Have a Little Faith

Keeping it real with the women of Nashville, however ersatz 'real' may be.

If everyone in Nashville jumped off a bridge, Faith Hill would, too. But Mrs. McGraw would not be one to slip inconspicuously over the rail. With Pepsi a proud sponsor, she’d stage her mighty plunge in a glitzed-out manner befitting a Super Bowl halftime show. And it would suck. Hill humps a trend with a shamelessness rivaled only by her bloodlessness, bull’s-eying whatever’s cold and bombastic about her sources. The Shania clone of 1999’s Breathe bypassed humor and groove en route to steroidal drum-guitar thumpety-schlock that suggested anorgasmic sex with a StairMaster. Three years later, with the post-9/11 country charts inhospitable to womenfolk, Hill targeted a broader pop base, greasing herself for the cover of Cry like a One Tree Hill starlet in Stuff and mercilessly raising Celine to the Dionth power.

Fireflies (Warner Bros.) is Hill playing catch-up with the down-home drift Gretchen Wilson began when she revived a gal-friendly Nashville last year, and if you doubt Faith’s commitment, check out those newly unconcealed brunet roots. But though Hill even borrows key Gretchen contributor John Rich, her “same ol’ G” moment, “Mississippi Girl,” is to “Redneck Woman” as Days of Future Passed is to Sgt. Pepper’s—the reddest neckery Hill cops to is wearing jeans and playing piggyback with the kids. The potentially great “Dearly Beloved” (“We’re gathered here today/To watch two people we know/Make a big mistake”) deserves a friskier interpreter—if not Wilson, then the Dixie Chicks’ Natalie Maines. And the actual “real Faith” drips through as the album wears on: “We’ve Got Nothing but Love to Give,” for instance, centers around the persistent delusion that there’d be no war in a world run by children, while wondering, “Is everything A-OK in the U.S.A.?” with nonpartisan uselessness.

Not that Wilson herself deserves high marks for acuity these days. “Politically Uncorrect,” the big “statement” on her sophomore disc, All Jacked Up (Epic), is defiantly vacuous even by the standards of pop demagoguery. Its vague support for third-shifters, single moms, and soldiers is the aural equivalent of a yellow-ribbon magnet slapped on an Expedition, and the implication that “I’m for the Bible/And I’m for the flag” is a controversial public statement makes me want to burn both fetish items. Wilson cultivates her persona so clumsily on cuts like “Skoal Ring” (she’s fer ’em) or “California Girls” (agin ’em), I’m reminded just how improbable a balance of commercial cunning and self-possessed sass Rich and his partner, Big Kenny, helped her pull off on Here for the Party. Strongly opposing both “bling bling”—unlike Big and Rich themselves, if “Save a Horse (Ride a Cowboy)” is to be believed—and Paris Hilton, All Jacked Up is the work of a woman pretending, unconvincingly, that her knowledge of the world beyond her zip code is limited to what was covered on last night’s Extra.
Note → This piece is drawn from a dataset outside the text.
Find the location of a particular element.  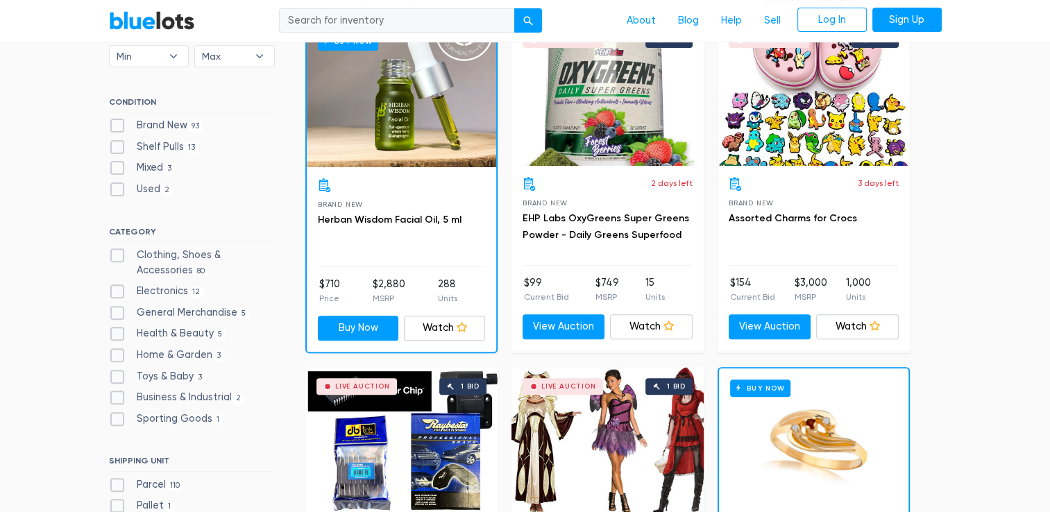

li: $2,880 is located at coordinates (388, 291).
On the other hand, a Paris ref would sure have freshened the cover of “One’s on the Way” that Sara Evans lent to the Desperate Housewives soundtrack—Raquel Welch’s paycheck just isn’t the water cooler topic it was in ’71. But Evans, a wily neotrad even at the height of Shania mania, lives up to her bedenimed cover art for A Real Fine Place (RCA). Let Gretchen boast about her dude’s Skoal intake—Sara’s getting her tunnel dug by a genuine coal miner. And yet, set aglow as she is by the “Coal Mine” hunk who’s “Covered with dust/T-shirt tied/All muscled up,” she proves herself capable of dropping a philanderer without a second thought on “Cheatin’.” The 21-year-old racked with guilt over a backseat fling may not be the young woman plotting an escape route from her dead-end town on “Bible Story,” and neither may grow up to be the contented housewife of “These Four Walls.” Unlike Hill or Wilson, Evans expands the range of material she can cover by refusing to constrict herself to a single persona.
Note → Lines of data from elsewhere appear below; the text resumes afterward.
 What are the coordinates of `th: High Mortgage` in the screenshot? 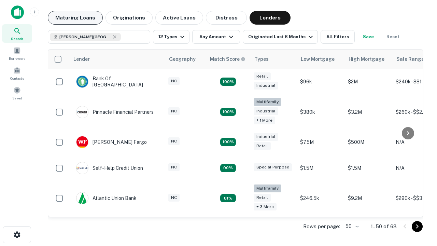 It's located at (368, 59).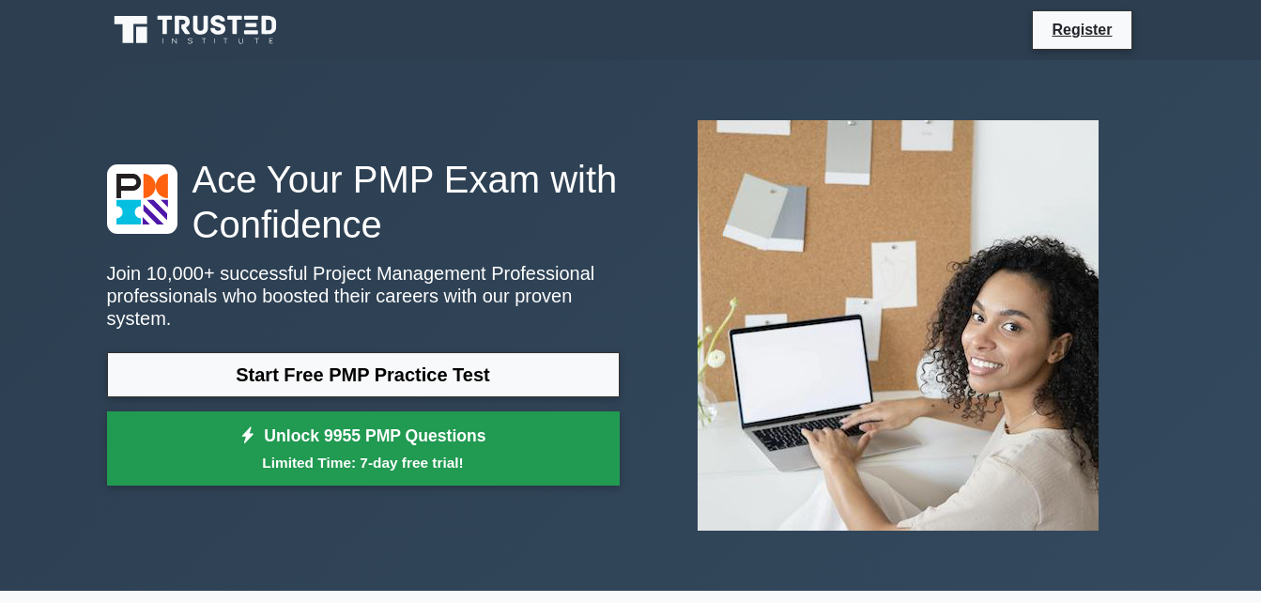  Describe the element at coordinates (363, 449) in the screenshot. I see `a: Unlock 9955 PMP QuestionsLimited Time: 7-day free trial!` at that location.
Martina McBride sidesteps that issue entirely with Timeless (RCA). The title gives her game away—classic covers tastefully delivered, and if her rich voice doesn’t reinvigorate her predictable choices, it doesn’t fail them either. Her slightly Lorrettafied yet still reserved take on “You Ain’t Woman Enough” is quietly confident rather than rowdy, and she’s surprisingly more George than Tammy on “Love’s Gonna Live Here.” (Taken in tandem with Wilson’s repeated Possum inflections, this suggests the makings of a very weird new trend.) But to return to Desperate Housewives, nothing here’s as fun or timely as McBride’s soundtrack contribution—there’s something stirring about hearing “the day my mama socked it to the Harper Valley PTA” come from a woman whose breakthrough hit, “Independence Day,” was a young woman ambivalently celebrating her mom’s revenge on an abusive husband.
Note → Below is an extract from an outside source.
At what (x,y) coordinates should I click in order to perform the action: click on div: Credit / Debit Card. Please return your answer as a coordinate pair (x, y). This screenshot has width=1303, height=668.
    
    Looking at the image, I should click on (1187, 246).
That sort of domestic bonding across generations has always been country’s strongest quasi-feminist trait, and no one in 2005 has captured it as sweetly as Jamie O’Neal. “Somebody’s Hero” follows a stay-at-home mom’s routine life, then closes with her daughter, “the envy of the nursing home,” brushing mom’s hair every day. Hailing from Australia by way of Vegas, this former Kylie backup singer may be vague about the defining qualities of “the perfect man” she hunts on “Tryin’ to Find Atlantis,” and she may be a mite too rah-rah when she crows “Girlfriends kick ass!” But Brave (EMI) offers as well rounded and felt a sense of female perspectives as Nashville is turning out these days—and O’Neal didn’t even need to dye her blond hair to some more authentic hue to put it across.